Copy the records exactly, every one of them.

*Extracted material:*
-------------------------
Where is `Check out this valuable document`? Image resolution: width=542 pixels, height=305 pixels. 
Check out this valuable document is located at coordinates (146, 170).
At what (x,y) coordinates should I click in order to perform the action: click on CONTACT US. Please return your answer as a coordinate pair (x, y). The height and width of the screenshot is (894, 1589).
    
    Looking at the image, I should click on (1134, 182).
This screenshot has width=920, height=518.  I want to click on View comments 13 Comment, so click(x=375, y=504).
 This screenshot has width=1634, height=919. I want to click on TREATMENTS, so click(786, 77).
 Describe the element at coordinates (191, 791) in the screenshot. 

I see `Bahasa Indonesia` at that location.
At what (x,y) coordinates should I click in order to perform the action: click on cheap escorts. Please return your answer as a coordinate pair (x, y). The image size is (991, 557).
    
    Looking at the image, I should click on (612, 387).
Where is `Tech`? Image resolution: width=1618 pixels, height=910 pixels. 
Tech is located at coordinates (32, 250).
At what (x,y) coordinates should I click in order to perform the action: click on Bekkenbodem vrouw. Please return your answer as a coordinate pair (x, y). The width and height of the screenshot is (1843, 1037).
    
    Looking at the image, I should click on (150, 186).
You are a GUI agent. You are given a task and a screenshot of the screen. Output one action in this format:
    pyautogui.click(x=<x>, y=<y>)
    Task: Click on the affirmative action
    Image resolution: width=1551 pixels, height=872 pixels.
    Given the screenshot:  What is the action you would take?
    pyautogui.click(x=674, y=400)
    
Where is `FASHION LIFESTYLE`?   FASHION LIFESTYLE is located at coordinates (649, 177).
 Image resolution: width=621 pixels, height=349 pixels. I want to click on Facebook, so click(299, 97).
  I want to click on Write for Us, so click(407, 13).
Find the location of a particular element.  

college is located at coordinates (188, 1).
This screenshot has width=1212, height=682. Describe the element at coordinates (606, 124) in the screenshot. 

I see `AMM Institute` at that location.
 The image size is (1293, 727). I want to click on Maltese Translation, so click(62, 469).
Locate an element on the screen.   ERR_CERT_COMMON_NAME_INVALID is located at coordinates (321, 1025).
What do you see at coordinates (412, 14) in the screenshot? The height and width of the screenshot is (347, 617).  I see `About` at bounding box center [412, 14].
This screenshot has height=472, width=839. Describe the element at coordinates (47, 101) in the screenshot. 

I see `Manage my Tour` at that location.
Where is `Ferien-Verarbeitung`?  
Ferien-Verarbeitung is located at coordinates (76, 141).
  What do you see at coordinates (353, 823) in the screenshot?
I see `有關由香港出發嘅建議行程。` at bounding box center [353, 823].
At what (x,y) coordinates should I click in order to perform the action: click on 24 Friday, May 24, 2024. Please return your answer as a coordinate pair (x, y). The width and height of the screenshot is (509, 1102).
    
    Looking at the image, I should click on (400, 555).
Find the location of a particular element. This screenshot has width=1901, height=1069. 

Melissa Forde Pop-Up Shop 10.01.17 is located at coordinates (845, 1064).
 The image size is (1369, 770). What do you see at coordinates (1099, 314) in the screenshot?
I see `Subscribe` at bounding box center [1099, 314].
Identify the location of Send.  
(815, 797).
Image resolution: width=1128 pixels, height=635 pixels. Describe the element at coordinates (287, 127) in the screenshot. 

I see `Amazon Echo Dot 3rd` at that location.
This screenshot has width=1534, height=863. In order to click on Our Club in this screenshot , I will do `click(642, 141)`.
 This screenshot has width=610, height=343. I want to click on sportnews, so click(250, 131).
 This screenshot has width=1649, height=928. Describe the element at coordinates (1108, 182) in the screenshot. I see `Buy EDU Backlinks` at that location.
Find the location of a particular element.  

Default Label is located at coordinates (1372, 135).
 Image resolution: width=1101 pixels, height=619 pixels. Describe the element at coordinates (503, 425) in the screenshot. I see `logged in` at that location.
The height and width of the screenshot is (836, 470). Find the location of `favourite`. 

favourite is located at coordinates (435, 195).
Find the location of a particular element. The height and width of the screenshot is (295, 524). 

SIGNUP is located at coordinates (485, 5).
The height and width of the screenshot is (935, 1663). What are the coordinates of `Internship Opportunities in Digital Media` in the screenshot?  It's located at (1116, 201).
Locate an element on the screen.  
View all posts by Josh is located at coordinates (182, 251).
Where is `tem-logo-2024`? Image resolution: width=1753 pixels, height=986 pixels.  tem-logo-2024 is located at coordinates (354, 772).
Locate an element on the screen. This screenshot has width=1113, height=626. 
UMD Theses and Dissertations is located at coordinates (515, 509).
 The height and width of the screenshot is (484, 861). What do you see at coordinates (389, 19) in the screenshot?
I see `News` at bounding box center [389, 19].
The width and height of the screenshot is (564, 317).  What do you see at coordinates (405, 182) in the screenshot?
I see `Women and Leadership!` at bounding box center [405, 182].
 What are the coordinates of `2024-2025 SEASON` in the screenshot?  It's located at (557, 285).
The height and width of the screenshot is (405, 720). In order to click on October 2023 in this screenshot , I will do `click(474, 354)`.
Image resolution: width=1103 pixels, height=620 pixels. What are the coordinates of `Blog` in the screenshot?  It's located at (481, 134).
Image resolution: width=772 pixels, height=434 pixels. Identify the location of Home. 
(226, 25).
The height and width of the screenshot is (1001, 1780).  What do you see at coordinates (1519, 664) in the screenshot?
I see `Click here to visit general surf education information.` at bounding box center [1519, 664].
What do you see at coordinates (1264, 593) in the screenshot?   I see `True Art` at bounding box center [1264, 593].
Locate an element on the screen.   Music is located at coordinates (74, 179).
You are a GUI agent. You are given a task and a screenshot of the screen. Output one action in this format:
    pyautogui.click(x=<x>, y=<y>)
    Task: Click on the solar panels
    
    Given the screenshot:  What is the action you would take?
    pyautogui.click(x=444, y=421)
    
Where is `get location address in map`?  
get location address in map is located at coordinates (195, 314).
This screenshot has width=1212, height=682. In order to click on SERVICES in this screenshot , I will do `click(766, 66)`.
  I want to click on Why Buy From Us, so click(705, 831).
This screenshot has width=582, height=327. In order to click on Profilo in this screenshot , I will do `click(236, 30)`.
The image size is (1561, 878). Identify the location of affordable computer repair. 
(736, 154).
-------------------------
*Finished task:*
Where is `Check out this valuable document`? Image resolution: width=542 pixels, height=305 pixels. 
Check out this valuable document is located at coordinates (146, 170).
At what (x,y) coordinates should I click in order to perform the action: click on CONTACT US. Please return your answer as a coordinate pair (x, y). The height and width of the screenshot is (894, 1589).
    
    Looking at the image, I should click on (1134, 182).
This screenshot has width=920, height=518.  I want to click on View comments 13 Comment, so click(x=375, y=504).
 This screenshot has width=1634, height=919. I want to click on TREATMENTS, so click(786, 77).
 Describe the element at coordinates (191, 791) in the screenshot. 

I see `Bahasa Indonesia` at that location.
At what (x,y) coordinates should I click in order to perform the action: click on cheap escorts. Please return your answer as a coordinate pair (x, y). The image size is (991, 557).
    
    Looking at the image, I should click on (612, 387).
Where is `Tech`? Image resolution: width=1618 pixels, height=910 pixels. 
Tech is located at coordinates (32, 250).
At what (x,y) coordinates should I click in order to perform the action: click on Bekkenbodem vrouw. Please return your answer as a coordinate pair (x, y). The width and height of the screenshot is (1843, 1037).
    
    Looking at the image, I should click on (150, 186).
You are a GUI agent. You are given a task and a screenshot of the screen. Output one action in this format:
    pyautogui.click(x=<x>, y=<y>)
    Task: Click on the affirmative action
    Image resolution: width=1551 pixels, height=872 pixels.
    Given the screenshot:  What is the action you would take?
    pyautogui.click(x=674, y=400)
    
Where is `FASHION LIFESTYLE`?   FASHION LIFESTYLE is located at coordinates (649, 177).
 Image resolution: width=621 pixels, height=349 pixels. I want to click on Facebook, so click(299, 97).
  I want to click on Write for Us, so click(407, 13).
Find the location of a particular element.  

college is located at coordinates (188, 1).
This screenshot has width=1212, height=682. Describe the element at coordinates (606, 124) in the screenshot. 

I see `AMM Institute` at that location.
 The image size is (1293, 727). I want to click on Maltese Translation, so click(62, 469).
Locate an element on the screen.   ERR_CERT_COMMON_NAME_INVALID is located at coordinates (321, 1025).
What do you see at coordinates (412, 14) in the screenshot? The height and width of the screenshot is (347, 617).  I see `About` at bounding box center [412, 14].
This screenshot has height=472, width=839. Describe the element at coordinates (47, 101) in the screenshot. 

I see `Manage my Tour` at that location.
Where is `Ferien-Verarbeitung`?  
Ferien-Verarbeitung is located at coordinates (76, 141).
  What do you see at coordinates (353, 823) in the screenshot?
I see `有關由香港出發嘅建議行程。` at bounding box center [353, 823].
At what (x,y) coordinates should I click in order to perform the action: click on 24 Friday, May 24, 2024. Please return your answer as a coordinate pair (x, y). The width and height of the screenshot is (509, 1102).
    
    Looking at the image, I should click on (400, 555).
Find the location of a particular element. This screenshot has width=1901, height=1069. 

Melissa Forde Pop-Up Shop 10.01.17 is located at coordinates (845, 1064).
 The image size is (1369, 770). What do you see at coordinates (1099, 314) in the screenshot?
I see `Subscribe` at bounding box center [1099, 314].
Identify the location of Send.  
(815, 797).
Image resolution: width=1128 pixels, height=635 pixels. Describe the element at coordinates (287, 127) in the screenshot. 

I see `Amazon Echo Dot 3rd` at that location.
This screenshot has width=1534, height=863. In order to click on Our Club in this screenshot , I will do `click(642, 141)`.
 This screenshot has width=610, height=343. I want to click on sportnews, so click(250, 131).
 This screenshot has width=1649, height=928. Describe the element at coordinates (1108, 182) in the screenshot. I see `Buy EDU Backlinks` at that location.
Find the location of a particular element.  

Default Label is located at coordinates (1372, 135).
 Image resolution: width=1101 pixels, height=619 pixels. Describe the element at coordinates (503, 425) in the screenshot. I see `logged in` at that location.
The height and width of the screenshot is (836, 470). Find the location of `favourite`. 

favourite is located at coordinates (435, 195).
Find the location of a particular element. The height and width of the screenshot is (295, 524). 

SIGNUP is located at coordinates (485, 5).
The height and width of the screenshot is (935, 1663). What are the coordinates of `Internship Opportunities in Digital Media` in the screenshot?  It's located at (1116, 201).
Locate an element on the screen.  
View all posts by Josh is located at coordinates (182, 251).
Where is `tem-logo-2024`? Image resolution: width=1753 pixels, height=986 pixels.  tem-logo-2024 is located at coordinates (354, 772).
Locate an element on the screen. This screenshot has width=1113, height=626. 
UMD Theses and Dissertations is located at coordinates (515, 509).
 The height and width of the screenshot is (484, 861). What do you see at coordinates (389, 19) in the screenshot?
I see `News` at bounding box center [389, 19].
The width and height of the screenshot is (564, 317).  What do you see at coordinates (405, 182) in the screenshot?
I see `Women and Leadership!` at bounding box center [405, 182].
 What are the coordinates of `2024-2025 SEASON` in the screenshot?  It's located at (557, 285).
The height and width of the screenshot is (405, 720). In order to click on October 2023 in this screenshot , I will do `click(474, 354)`.
Image resolution: width=1103 pixels, height=620 pixels. What are the coordinates of `Blog` in the screenshot?  It's located at (481, 134).
Image resolution: width=772 pixels, height=434 pixels. Identify the location of Home. 
(226, 25).
The height and width of the screenshot is (1001, 1780).  What do you see at coordinates (1519, 664) in the screenshot?
I see `Click here to visit general surf education information.` at bounding box center [1519, 664].
What do you see at coordinates (1264, 593) in the screenshot?   I see `True Art` at bounding box center [1264, 593].
Locate an element on the screen.   Music is located at coordinates (74, 179).
You are a GUI agent. You are given a task and a screenshot of the screen. Output one action in this format:
    pyautogui.click(x=<x>, y=<y>)
    Task: Click on the solar panels
    
    Given the screenshot:  What is the action you would take?
    pyautogui.click(x=444, y=421)
    
Where is `get location address in map`?  
get location address in map is located at coordinates (195, 314).
This screenshot has width=1212, height=682. In order to click on SERVICES in this screenshot , I will do `click(766, 66)`.
  I want to click on Why Buy From Us, so click(705, 831).
This screenshot has width=582, height=327. In order to click on Profilo in this screenshot , I will do `click(236, 30)`.
The image size is (1561, 878). Identify the location of affordable computer repair. 
(736, 154).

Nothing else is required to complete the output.